— What needs to be done —
Only the lines from the one containing "The image size" through the last line of the material should be copied, exactly as written and without pictures.

— Exercise data —

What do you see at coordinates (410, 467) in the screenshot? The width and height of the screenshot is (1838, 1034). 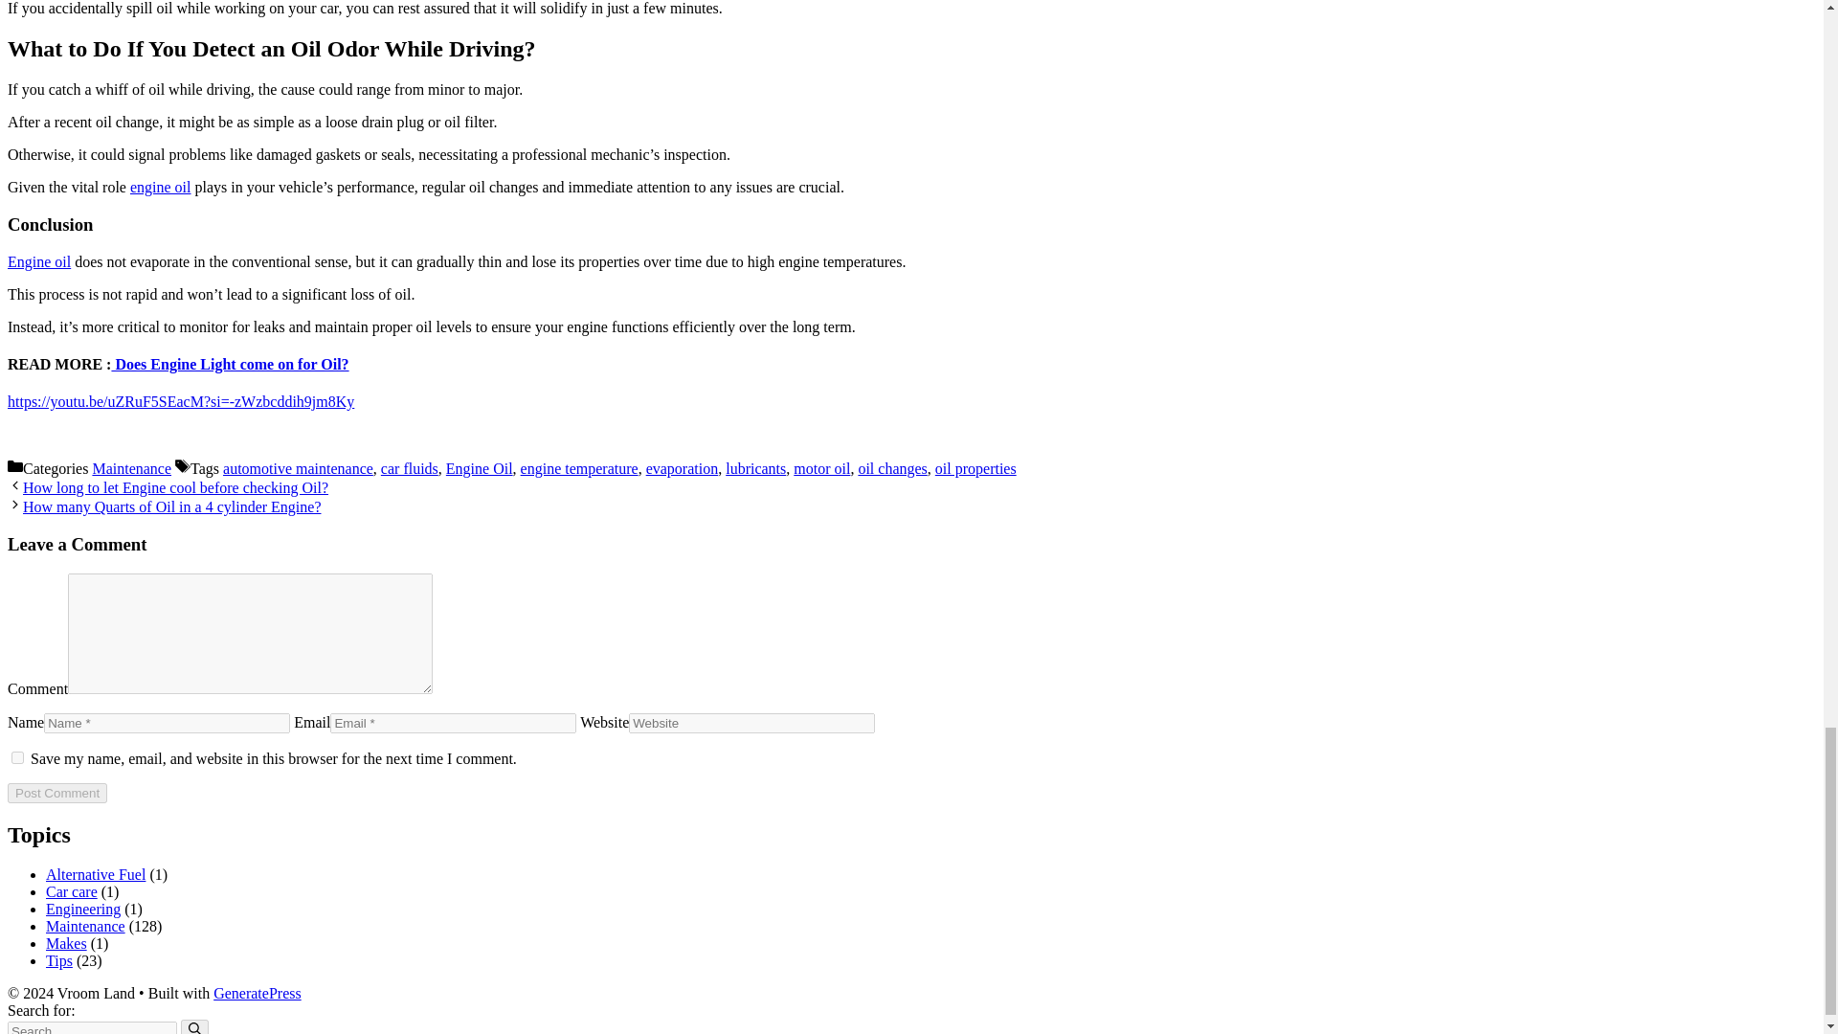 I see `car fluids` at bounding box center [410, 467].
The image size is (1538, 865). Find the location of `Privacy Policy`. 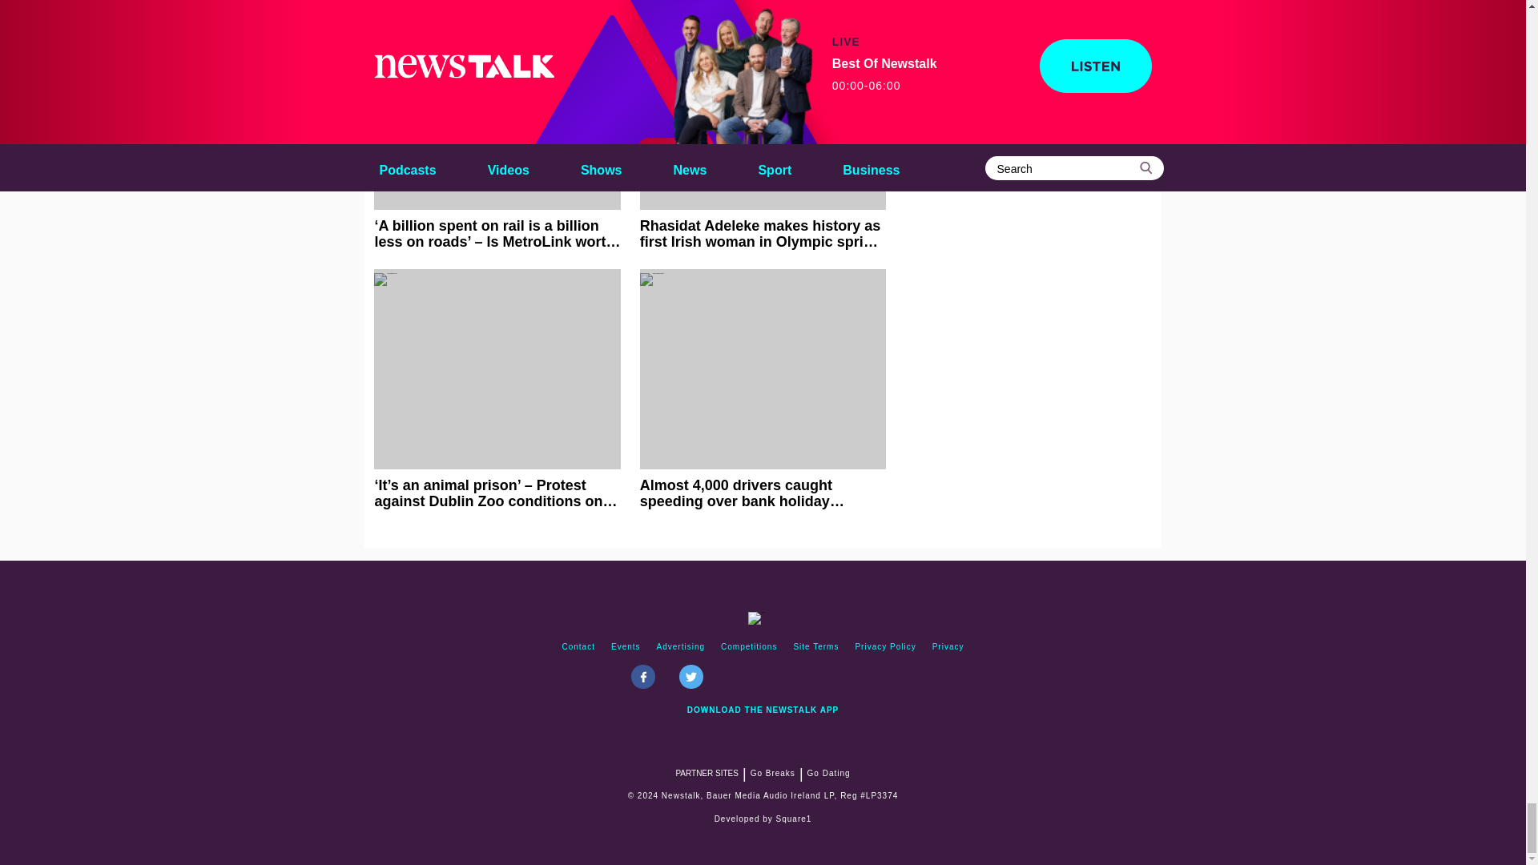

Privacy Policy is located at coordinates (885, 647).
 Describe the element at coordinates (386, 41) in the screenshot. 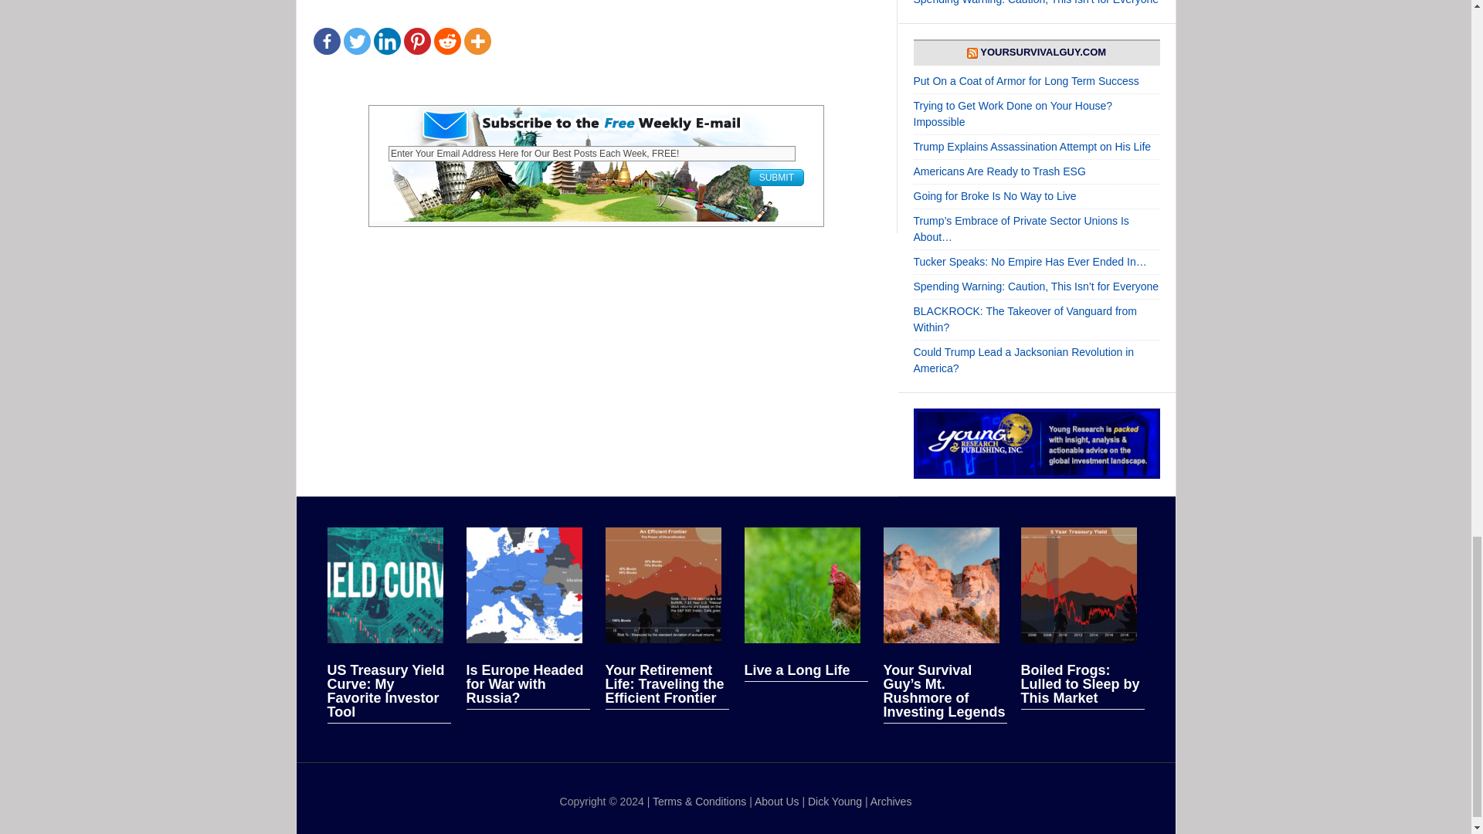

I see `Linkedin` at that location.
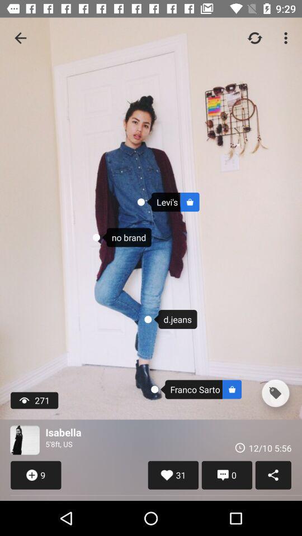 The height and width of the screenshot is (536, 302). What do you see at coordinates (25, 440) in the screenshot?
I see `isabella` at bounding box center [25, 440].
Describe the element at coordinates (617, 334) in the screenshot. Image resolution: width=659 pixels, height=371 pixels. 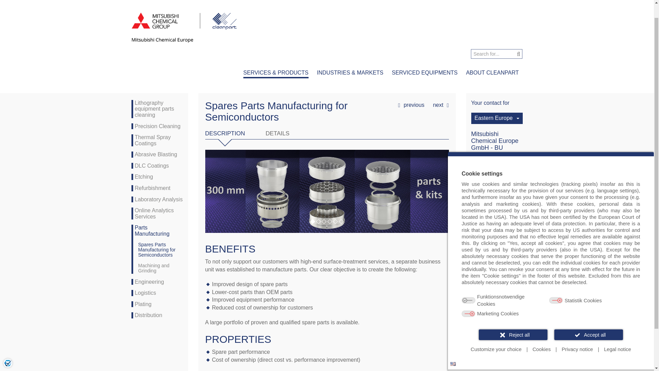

— Exercise answer —
The image size is (1538, 865). Find the location of `Privacy Policy`. 

Privacy Policy is located at coordinates (885, 647).
 Describe the element at coordinates (386, 41) in the screenshot. 

I see `Linkedin` at that location.
 The height and width of the screenshot is (536, 302). What do you see at coordinates (25, 440) in the screenshot?
I see `isabella` at bounding box center [25, 440].
Describe the element at coordinates (617, 334) in the screenshot. Image resolution: width=659 pixels, height=371 pixels. 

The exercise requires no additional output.